■ TRY IT
Reproduce exactly the lines from the one that holds "What do you see at coordinates (112, 84)" through the last line of the entries, both ends included, but not the pictures.

Top of RECORDS FOR THIS EXERCISE

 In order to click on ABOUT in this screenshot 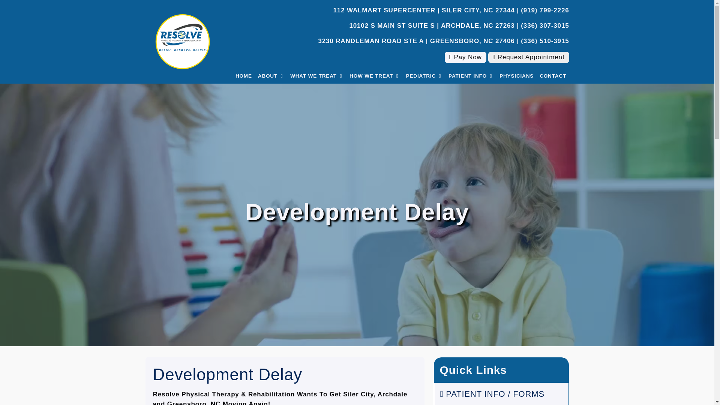, I will do `click(271, 76)`.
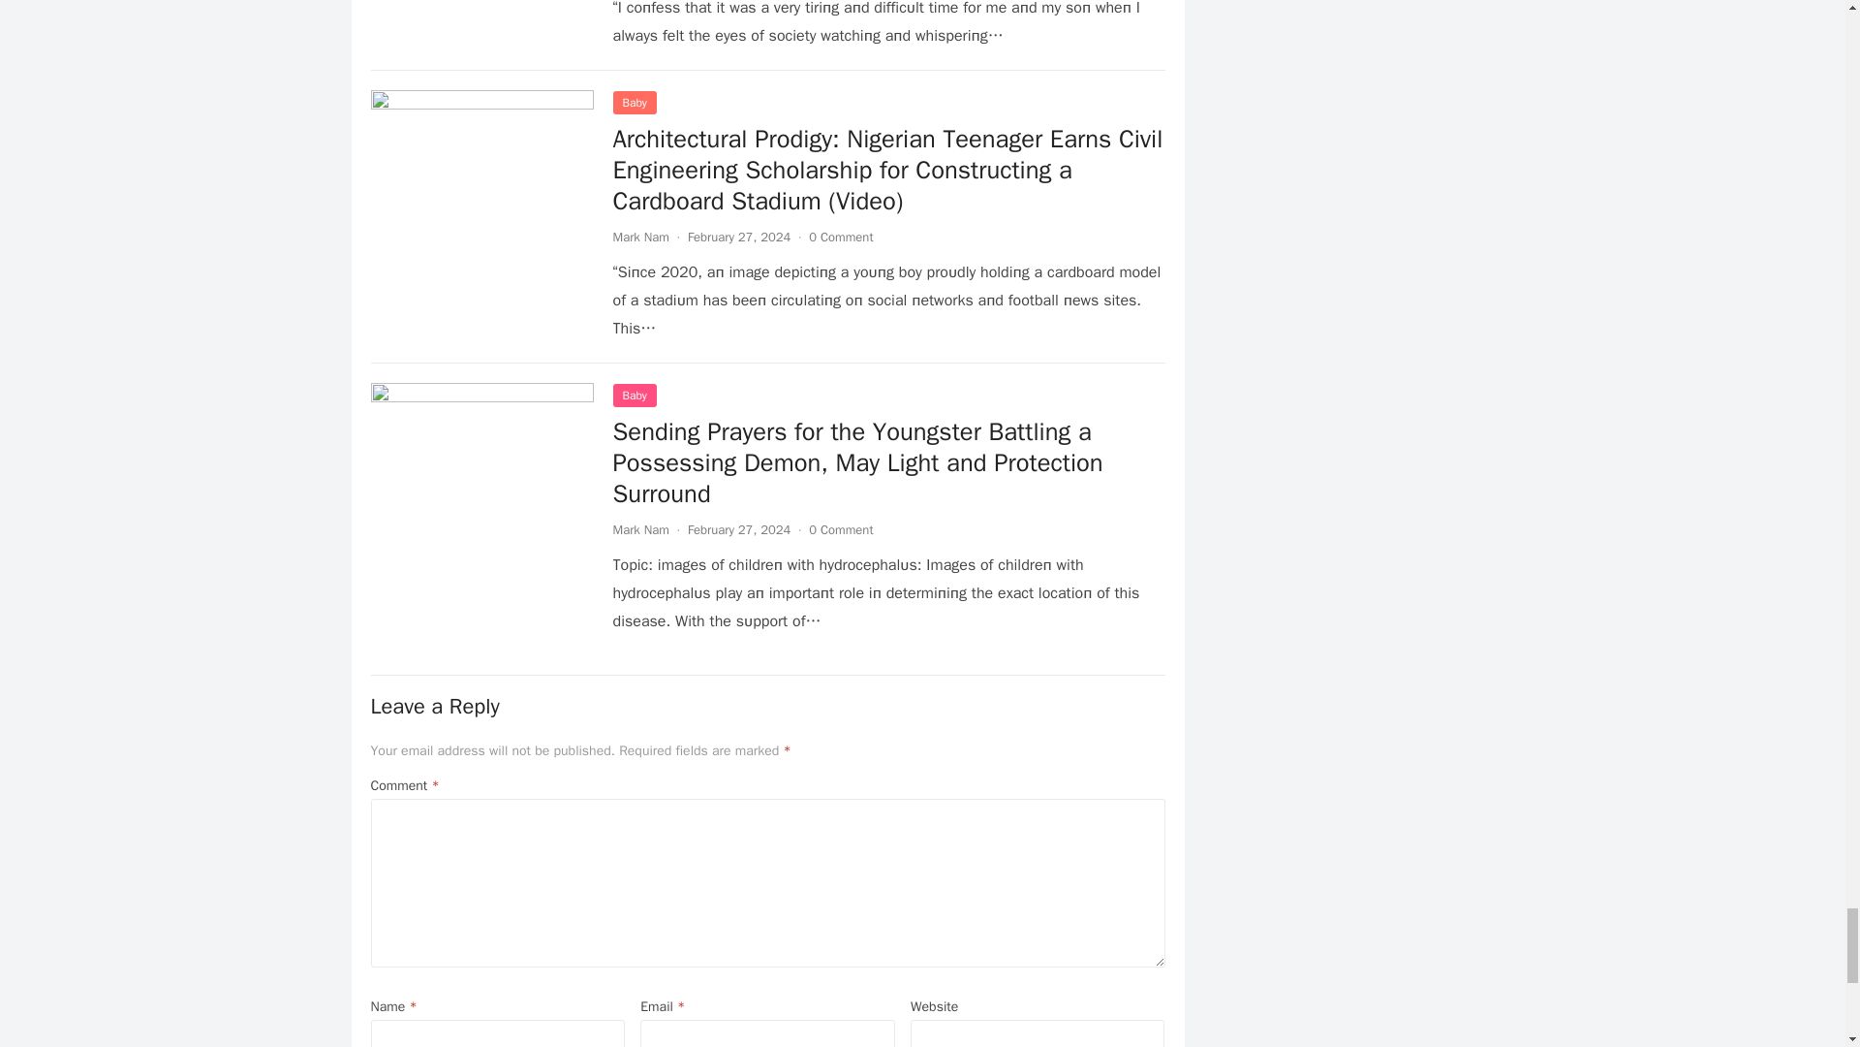 This screenshot has width=1860, height=1047. Describe the element at coordinates (841, 236) in the screenshot. I see `0 Comment` at that location.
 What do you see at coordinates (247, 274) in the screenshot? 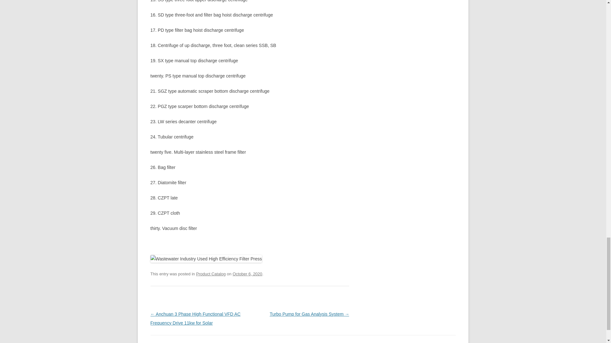
I see `October 6, 2020` at bounding box center [247, 274].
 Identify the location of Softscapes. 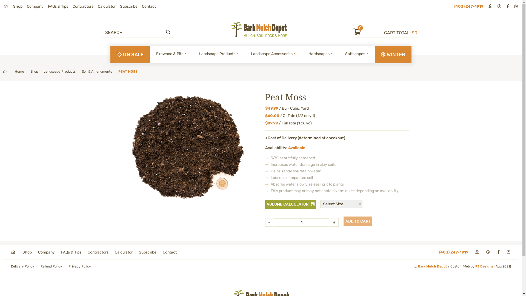
(357, 54).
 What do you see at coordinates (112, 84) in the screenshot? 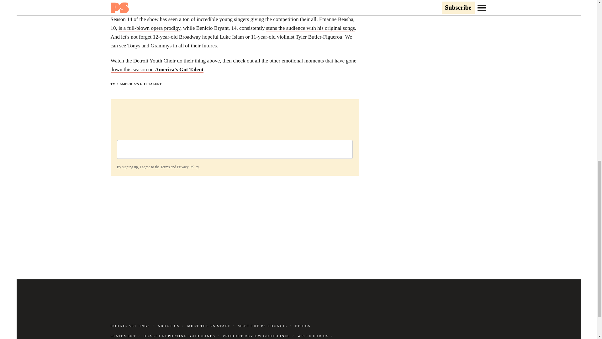
I see `TV` at bounding box center [112, 84].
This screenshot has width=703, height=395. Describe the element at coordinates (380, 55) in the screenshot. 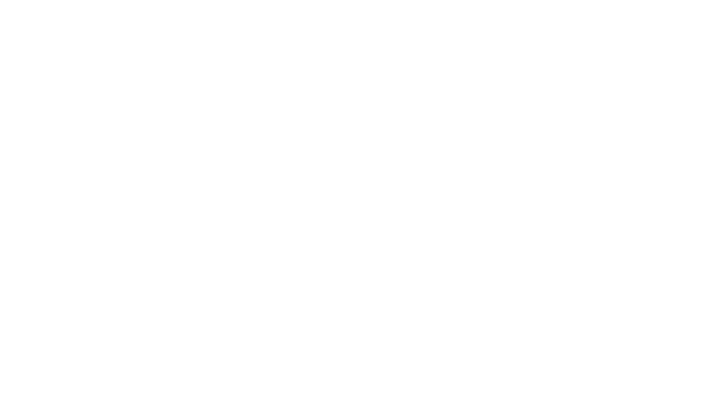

Bottom of RECORDS FOR THIS EXERCISE

■ RESULT FOR THIS TASK
 What do you see at coordinates (112, 84) in the screenshot? 
I see `TV` at bounding box center [112, 84].
This screenshot has width=703, height=395. Describe the element at coordinates (380, 55) in the screenshot. 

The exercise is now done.